Liverpool Daily Post & Echo
Encyclopedia
The Liverpool Echo and Liverpool Daily Post are two newspapers published by Trinity Mirror
Trinity Mirror
Trinity Mirror plc is a large British newspaper and magazine publisher. It is Britain's biggest newspaper group, publishing 240 regional papers as well as the national Daily Mirror, Sunday Mirror and People, and the Scottish Sunday Mail and Daily Record. Its headquarters are at Canary Wharf in...

 in Liverpool
Liverpool
Liverpool is a city and metropolitan borough of Merseyside, England, along the eastern side of the Mersey Estuary. It was founded as a borough in 1207 and was granted city status in 1880...

, Merseyside
Merseyside
Merseyside is a metropolitan county in North West England, with a population of 1,365,900. It encompasses the metropolitan area centred on both banks of the lower reaches of the Mersey Estuary, and comprises five metropolitan boroughs: Knowsley, St Helens, Sefton, Wirral, and the city of Liverpool...

, England
England
England is a country that is part of the United Kingdom. It shares land borders with Scotland to the north and Wales to the west; the Irish Sea is to the north west, the Celtic Sea to the south west, with the North Sea to the east and the English Channel to the south separating it from continental...

. They are published Monday to Saturday, the Echo being Liverpool's evening newspaper while the Daily Post, published in Merseyside, Cheshire, and North Wales editions, is the morning paper. The Liverpool Echo, with a readership of around 400,000 (circulation 89,140, ABC Jan-July 2010), is the second most-widely read evening newspaper in the country, after the Evening Standard
Evening Standard
The Evening Standard, now styled the London Evening Standard, is a free local daily newspaper, published Monday–Friday in tabloid format in London. It is the dominant regional evening paper for London and the surrounding area, with coverage of national and international news and City of London...

. Historically the two newspapers were published by the Liverpool Daily Post & Echo Ltd.

The Liverpool Daily Post was first published in 1855 by Michael James Whitty
Michael James Whitty
Michael James Whitty was an English newspaper editor and proprietor....

. Whitty, a former Chief Constable for Liverpool, had campaigned for the abolition of the Stamp Act
Stamp Act
A stamp act is any legislation that requires a tax to be paid on the transfer of certain documents. Those that pay the tax receive an official stamp on their documents, making them legal documents. The taxes raised under a stamp act are called stamp duty.
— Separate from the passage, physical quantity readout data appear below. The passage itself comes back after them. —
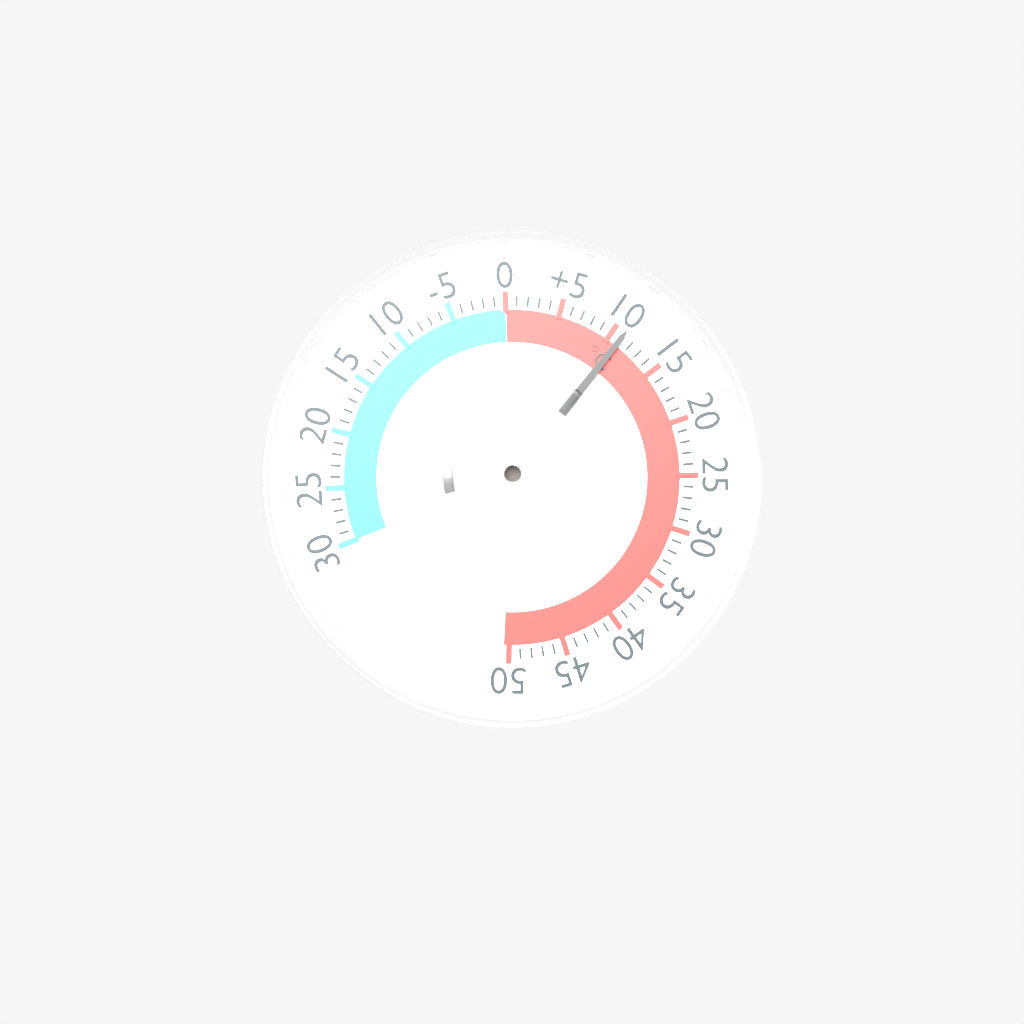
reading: 11 °C
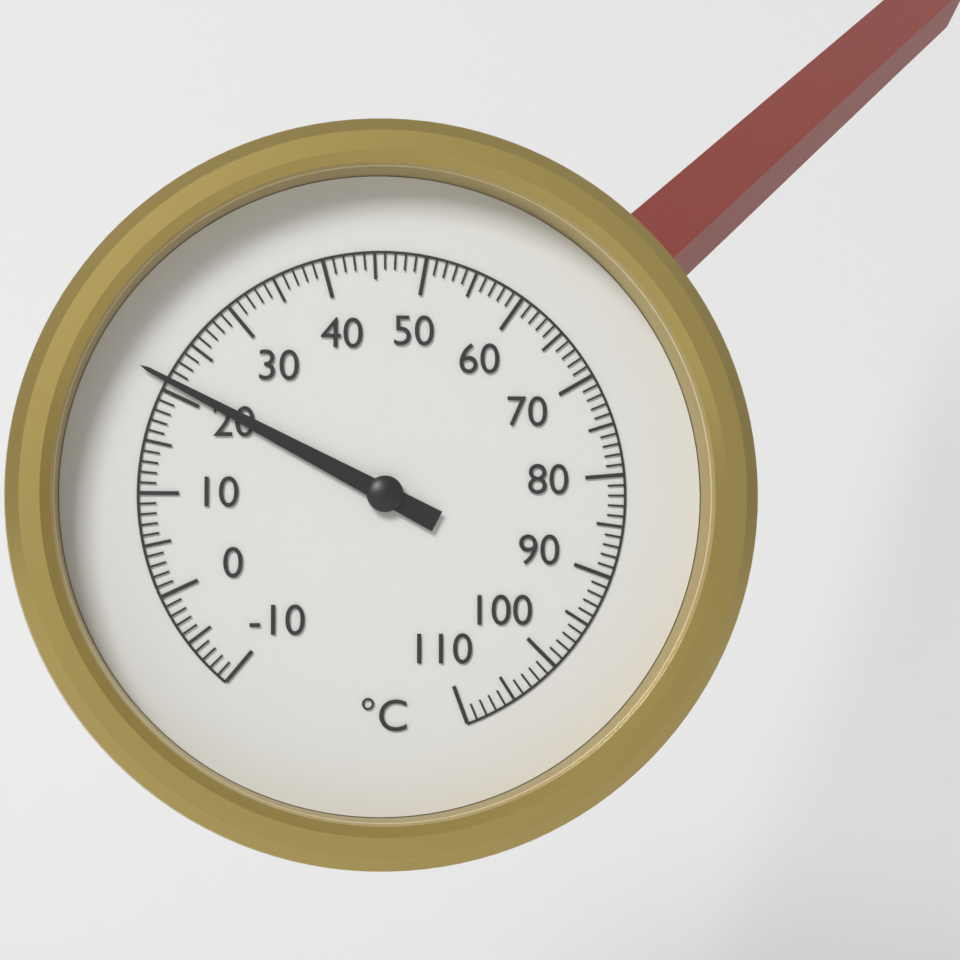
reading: 21 °C
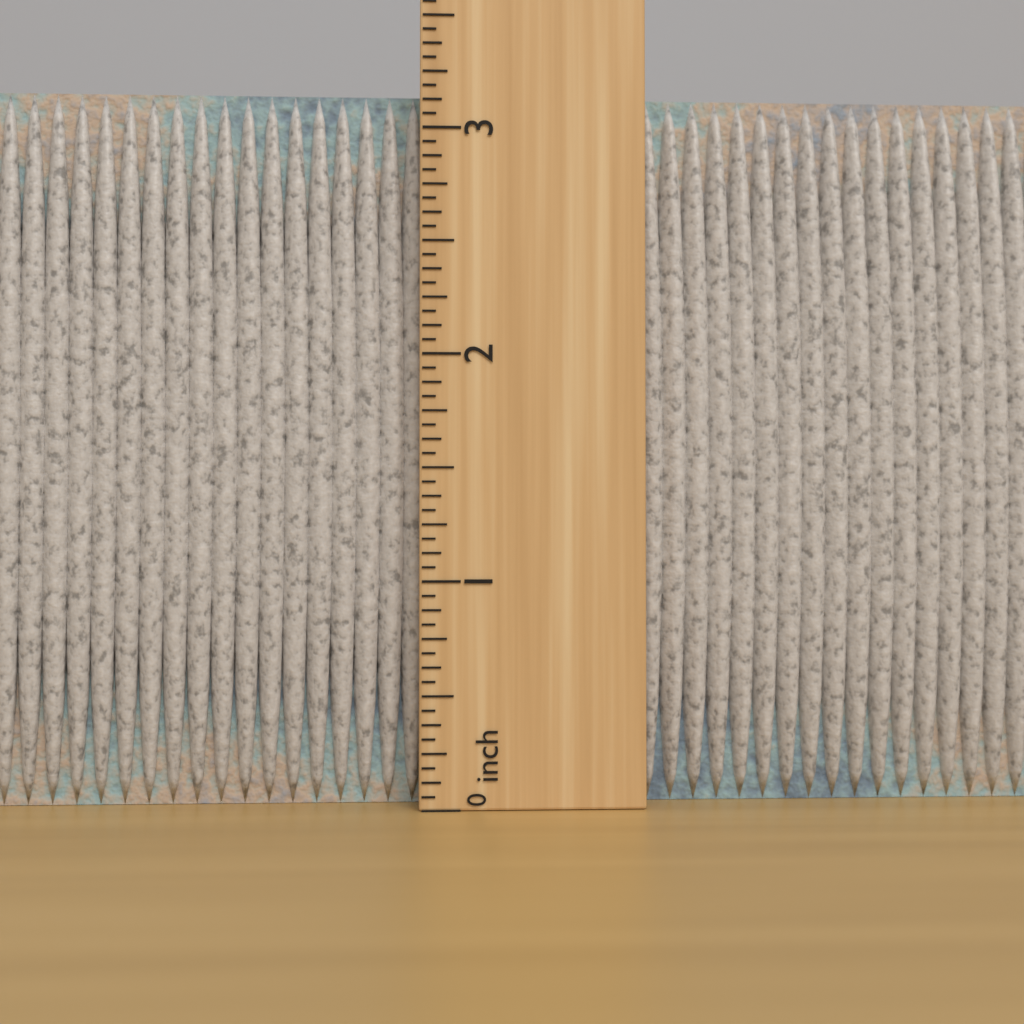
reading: 3.1875 inch
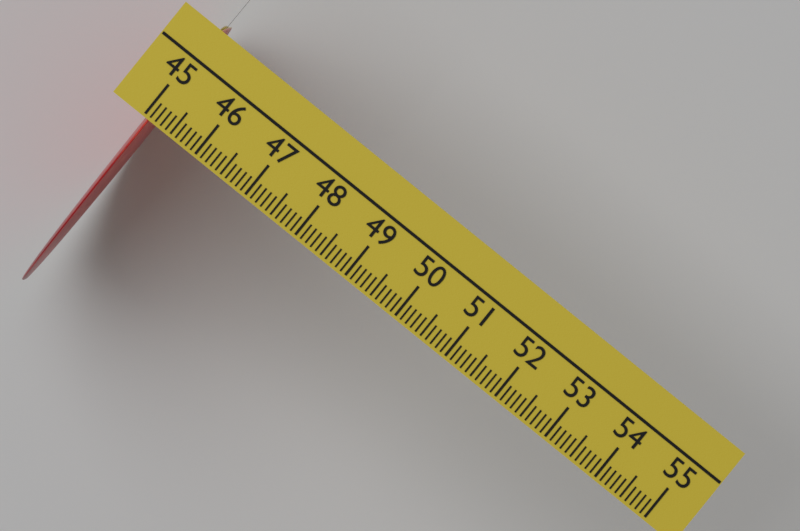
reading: 45.2 (no unit)
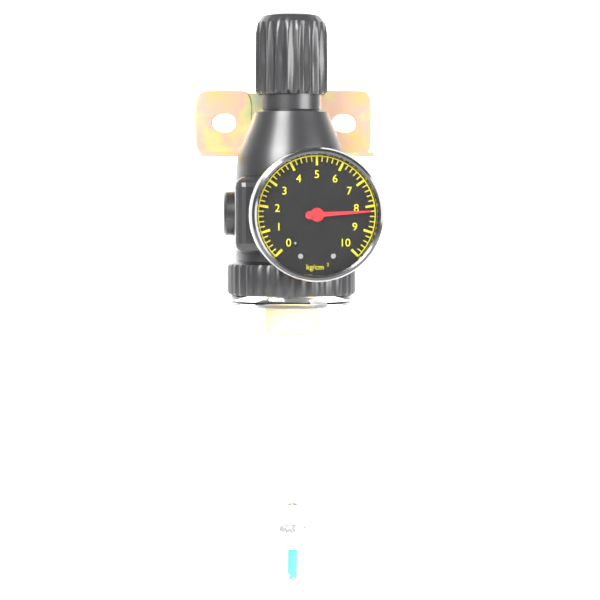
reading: 8.2 kg/cm²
This system of taxation was first devised...

 under which newspapers were taxed. When the abolition took place, Whitty began publishing the Daily Post at one penny per copy, undercutting the incumbent best-selling Liverpudlian newspaper, the Liverpool Mercury.

In 1879 the Liverpool Echo was published as a cheaper sister paper to the Liverpool Daily Post. From its inception until 1917 the newspaper cost a halfpenny.

In 1904 the Liverpool Daily Post merged with the Mercury but its title was retained. The limited company expanded internationally and in 1985 was restructured as Trinity Holdings Plc. The two original newspapers had just previously been re-launched in tabloid format, reflecting the difficult times of high unemployment and social unrest in Liverpool in the early 1980s. In 1999 Trinity merged with Mirror Group Newspapers to become Trinity Mirror
Trinity Mirror
Trinity Mirror plc is a large British newspaper and magazine publisher. It is Britain's biggest newspaper group, publishing 240 regional papers as well as the national Daily Mirror, Sunday Mirror and People, and the Scottish Sunday Mail and Daily Record. Its headquarters are at Canary Wharf in...

, the largest stable of newspapers in the country.

In 2008 Trinity Mirror announced that they were to cease printing of the papers in Liverpool and move the printing operation to Oldham. The head office, including the newsroom, is based in Liverpool city centre on Old Hall Street.